We know that the police struggle to jail sex attackers. So how can a reporter catch a sexual predator – and collect enough evidence to secure a criminal conviction? One of i’s journalists, Charlotte Philby, has helped to do just that.
My old job, running our newsroom, threw up ethical teasers. When to deploy subterfuge. Whether or not to self-censor – for instance, if publication could carry tragic consequences for the subject of a story. And when to pull a reporter off a scoop because its pursuit poses a risk to their safety.
In November, we had to decide whether to let Charlotte meet a man who was posing as an academic, to dupe young women into having sex with him in return for a fictitious £15,000 university “scholarship”. Unless we could covertly record him, there was no proof – and he would carry on attacking.
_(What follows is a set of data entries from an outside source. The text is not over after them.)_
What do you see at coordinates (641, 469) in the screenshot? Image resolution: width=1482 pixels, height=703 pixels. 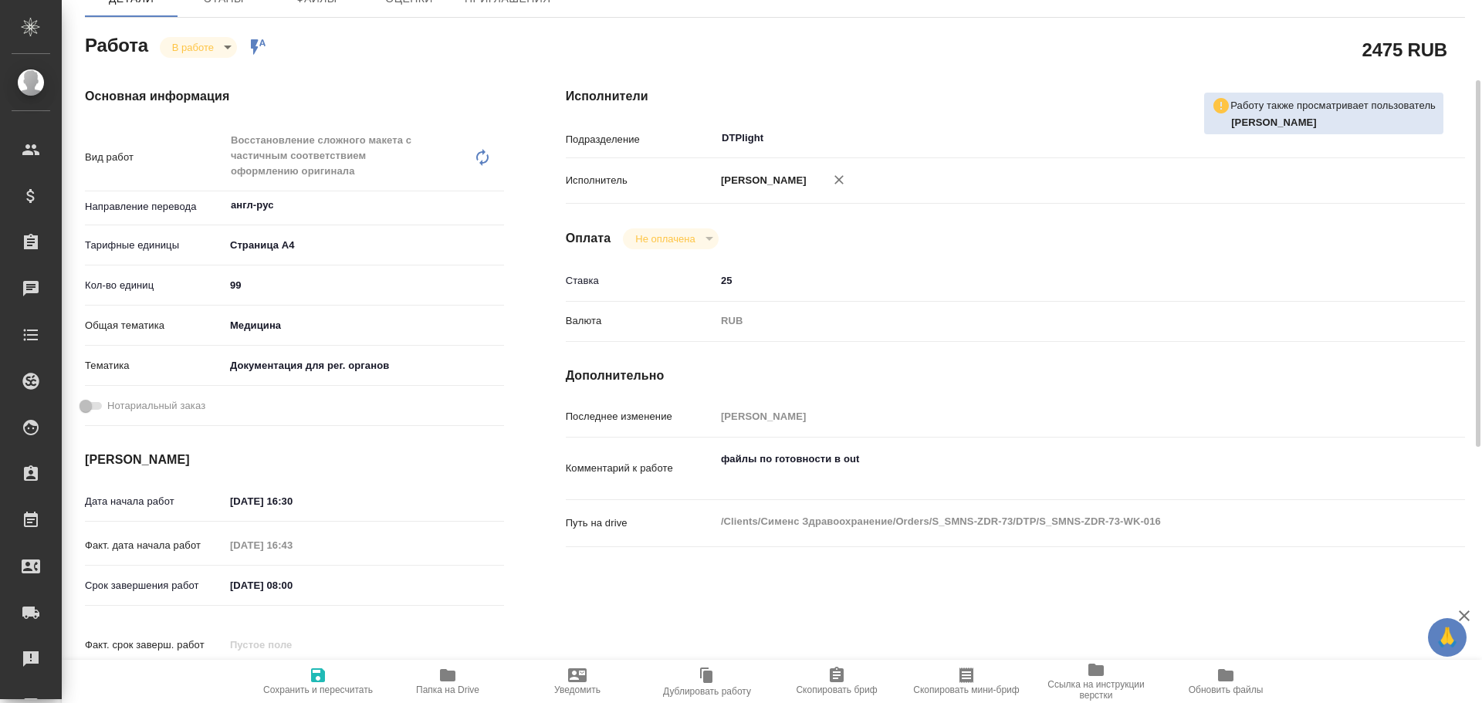 I see `p: Комментарий к работе` at bounding box center [641, 469].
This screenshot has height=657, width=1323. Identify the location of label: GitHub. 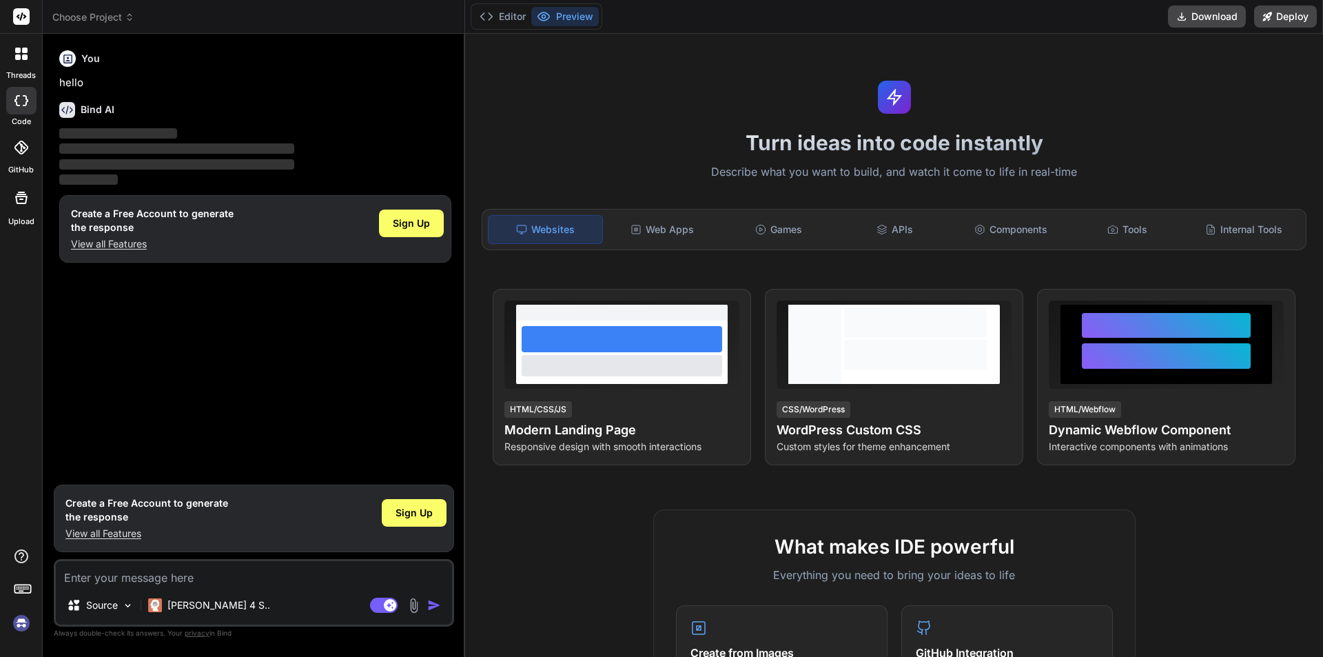
(21, 170).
But at what point should she make her excuses and leave? Before she set foot in the apartment he’d rented, we decided. So we set up the sting in a café. An undercover reporter sat on the next table and the predator told Charlotte she must perform a sexual “practical assessment” to get the money. Bingo. We handed our footage to the Met and yesterday the man admitted trafficking and voyeurism. He faces a jail sentence.
It was not the usual fare for i’s pages. Yesterday’s guilty pleas, though, served to vindicate that considered use of deception in the aftermath of Leveson.